The easy comparison to make about Mitt Romney's candidacy is that of John F. Kennedy. Like Romney, Kennedy was part of a religion that many Americans didn't trust.
Some are calling on Romney to, like Kennedy, make a speech defending his Mormon faith. But will that work in 2012?
David Gibson with the Religion News Service says it's unlkely.
Gibson argues Romney's problem with Republicans isn't his faith, it's his political ideology. Many conservatives just don't trust him.
Romney's biggest task is convincing conservative Christians that he is a conservative, not that he is a Christian. Evangelicals have shown they are happy to back all sorts of unorthodox candidates (anyone remember Herman Cain?). They never fell for fellow evangelicals Michele Bachmann or Rick Perry, and now they are rushing toward Newt Gingrich, a thrice-married convert to Catholicism.
Evangelicals may not love Mormons, but they are really down on moderates. Indeed, Romney is arguably "not Mormon enough," Richard Land, a top Southern Baptist official, said on the eve of the South Carolina vote.
"If his stance on life and his stance on marriage had been consistently what the stance of the Mormon church has been, he would have far less doubts among social conservatives," Land said.
Ralph Reed, head of the Faith and Freedom Coalition and a top evangelical political activist, said he doesn't think Romney's Mormonism will necessarily preclude him from winning evangelical votes or the GOP nomination, so he doesn't need to make the Kennedy speech at this point.
"Bottom line is," said Reed, "he may need to address it as the campaign proceeds, and he may choose to address it as part of a speech down the road."
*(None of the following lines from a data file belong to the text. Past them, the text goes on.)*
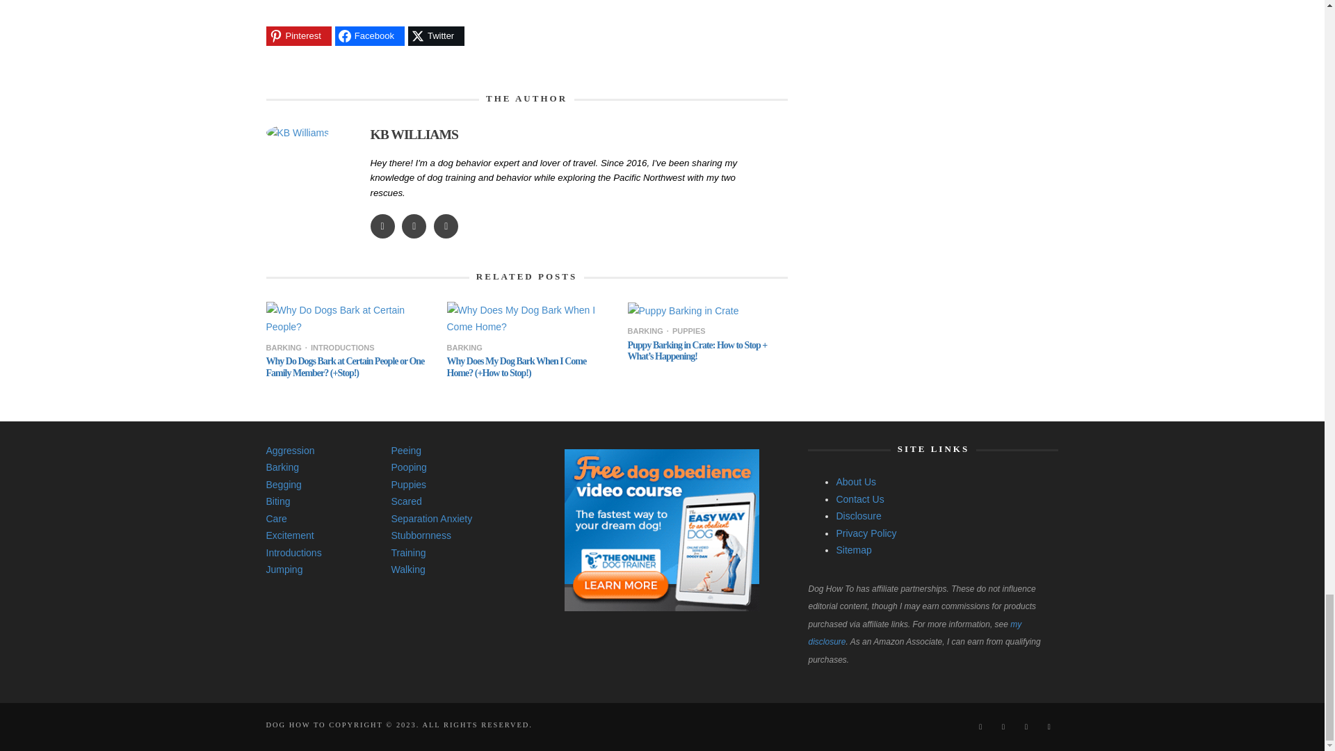 The height and width of the screenshot is (751, 1335). What do you see at coordinates (979, 727) in the screenshot?
I see `Instagram` at bounding box center [979, 727].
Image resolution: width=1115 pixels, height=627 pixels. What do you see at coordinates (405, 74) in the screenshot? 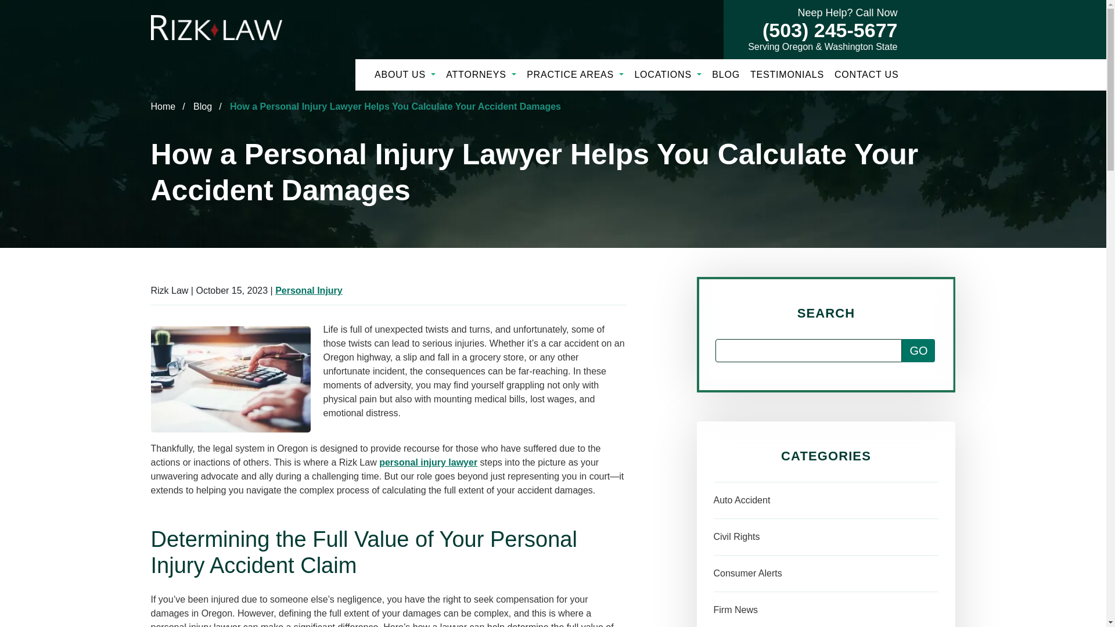
I see `About Us` at bounding box center [405, 74].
http://MormonsAreChristian.blogspot.com
According to a 2012 Pew Forum poll of members of the Church of Jesus Christ (LDS) 98 percent said they believe in the Resurrection of Jesus Christ, and 97 percent say their church is a Christian religion. Mormons have a better understanding of Christianity than any other denomination, according to a 2010 Pew Forum poll:
http://www.pewforum.org/Other-Beliefs-and-Practices/U-S-Religious-Knowledge-Survey.aspx
11 of the signers of the Declaration of Independence (including several presidents) were non-Trinitarian Christians. Those who now insist on their narrow Trinitarian and salvation-only- by-grace definition of Christianity for candidates for public office are doing our Republic an injustice.